May I just say this to the folks who have been so impressed with our peculiarly-misplaced mission: We’re an autonomous collective, like the peons of Monty Python and the Holy Grail. We don’t have an overarching nationwide or multinational church structure. We don’t have imposed discipline for poor behavior. Each congregation does as it pleases, or hopefully, does as the good Lord pleases.
Therefore, I can’t apologize for the folks from churches of Christ who may have ambushed you in this way.
However, I can encourage you to forgive us and pray for us and hope that we will eventually perceive and wish to imitate the winsomeness of our Savior.
We’re not all that way. Some of us are not afraid to question the doctrines jackhammered into our heads and hearts from an early age and welded there by the terror of hellfire if we doubted. Some of us are willing to use logic that adheres to generally-accepted norms, and to imagine God and love and grace as more than Judge and correction and condemnation. Some of us are eager to see salvation as a gracious way of living Christ in this world as well as living with Him in the next. Some of us desire to be self-disciplined; to seek; to learn; to grasp; to embrace; to truly converse rather than just correct. Some of us believe that perfect love really does cast out fear.
Not all of us. The old ways die hard. And they feed our egoes. Some of us still want to get that better-than-thou rush. Some of us are convinced that the word “distinctive” is the most important word in scripture, even though it doesn’t appear there at all. It takes a lot of effort and a lot of browbeating and disciplining of others to maintain that level of certainty and arrogance, but it has persisted for many generations now in some pockets of our sometimes-fellowship, sometimes-similar-brand-name-only. Yet it can’t last forever.
Nothing that comes solely from the heart of man can.
I don’t think anyone can refute that.
I have lived in both camps. There are times — even now, while writing this — that the temptation is strong to leave the camp of the loving correctible and pitch a tent among the angry correctors. But I don’t dare.
There’s really no future in it.
And I still stand in need of correcting myself — frequently, privately, lovingly, and graciously. That’s how I’d prefer it.
But if it must also be firm and well-reasoned and communal and public, then so be it.
I know there will be those who will find this post ultimately offensive, hideously arrogant, and unforgivably divisive. Some of them will have written correctives more personally, more pointedly, naming those whom they judge and condemn without even once having made an effort to go to those folks singly or in twos or threes or even before the church before taking the matter before the whole world — first in printed publications and now digital ones. I refuse to do that. I believe Jesus shared the instructions of Matthew 18:15ff for good reasons. I do not believe that Paul failed to follow them, even if the details of that compliance are not recorded but assumed by scripture.

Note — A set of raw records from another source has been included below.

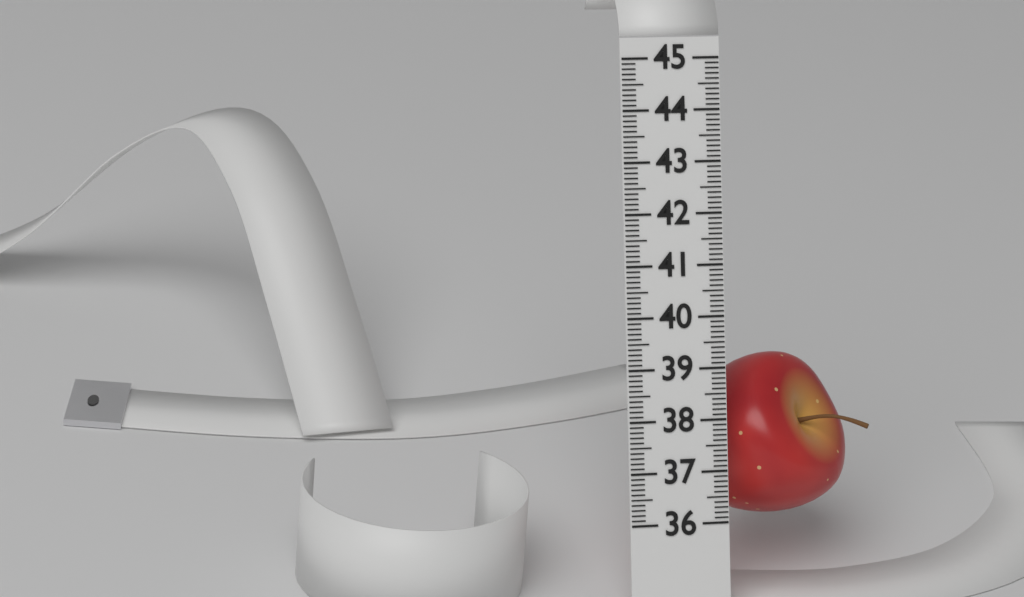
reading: 39.2 (no unit)
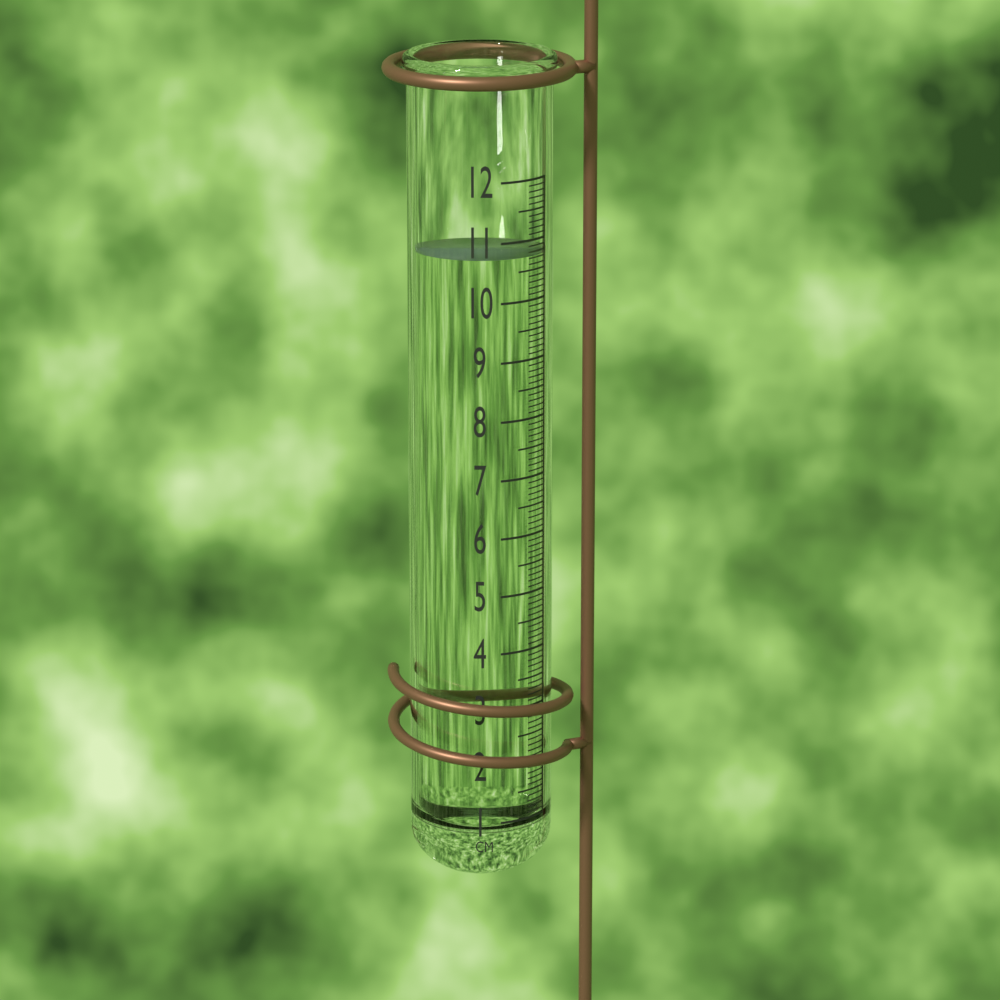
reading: 10.8 cm
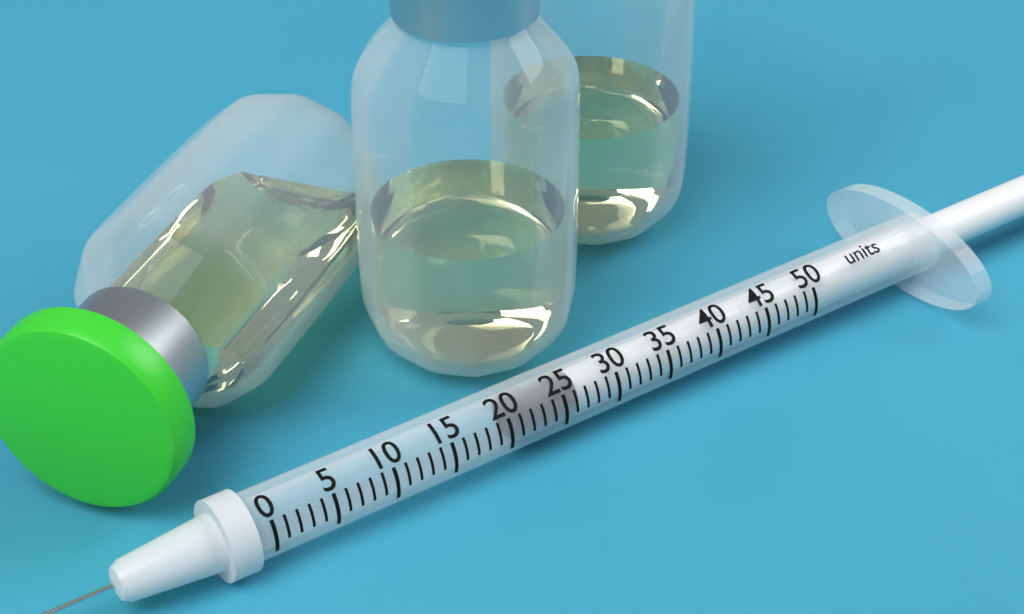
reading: 21 units
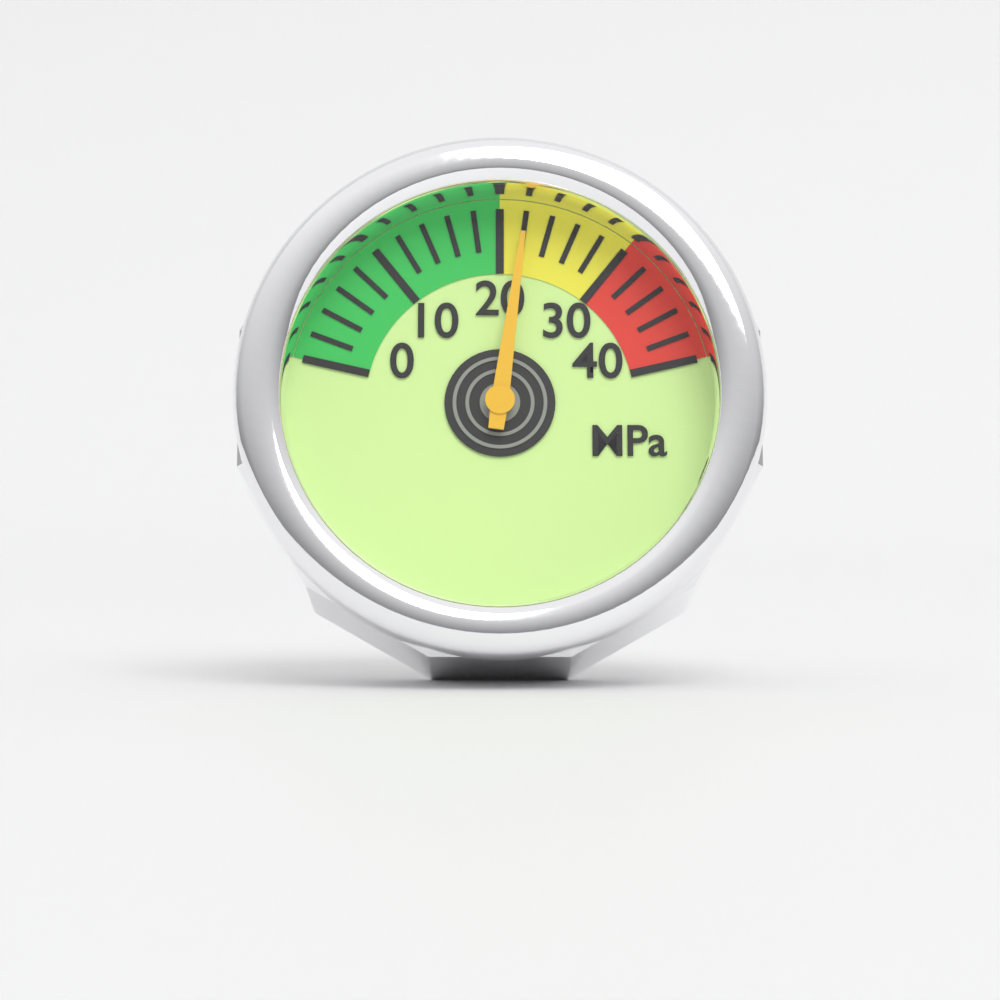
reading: 22 MPa
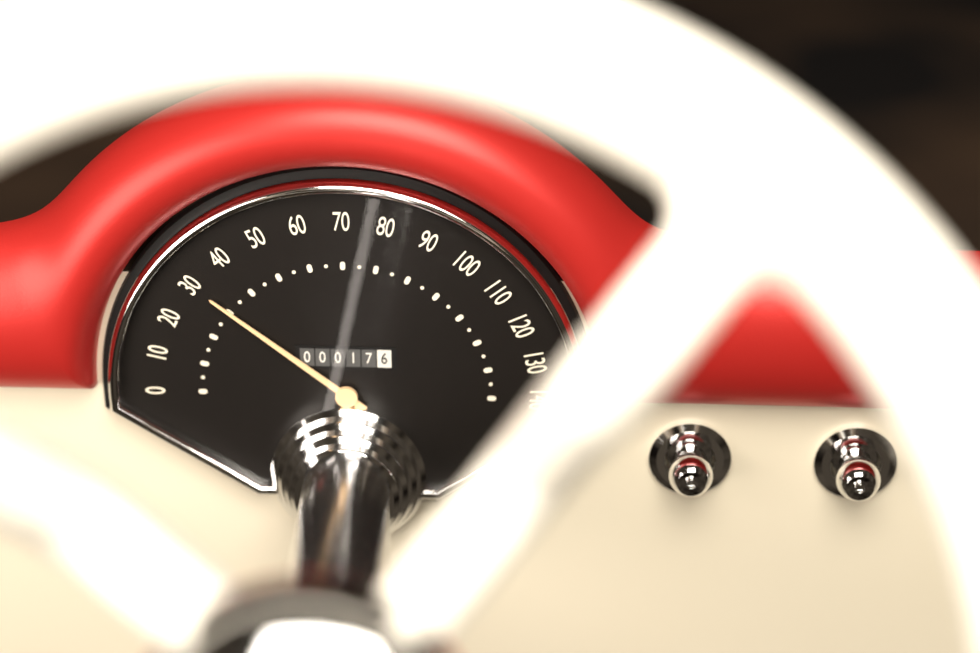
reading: 30 (no unit)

So I do not believe those instructions are optional. Ever.
Let me make it clear: this post isn’t written to the people who will find it offensive, but to those whom they may have offended or condemned or turned completely away from Christ by an inaccurate and incomplete imitation of His just nature uncomplicated by His merciful nature.
I do hope they know this: that I love them anyway; that I want their efforts for God to be of a nature that He can bless them and make them fruitful; that I dearly desire for them to know Christ and the power of His resurrection: a sacrificial new life free of self and the shackles of man-made law and characterized instead by the freedom found in His Spirit to serve creatively and jofully. I wish that for everyone, including me.
Because I need to read and re-read; consider and re-consider my faith, and the way I practice it, and the Lord I seek to serve … more than anyone else.
I don’t think anyone can refute that, either.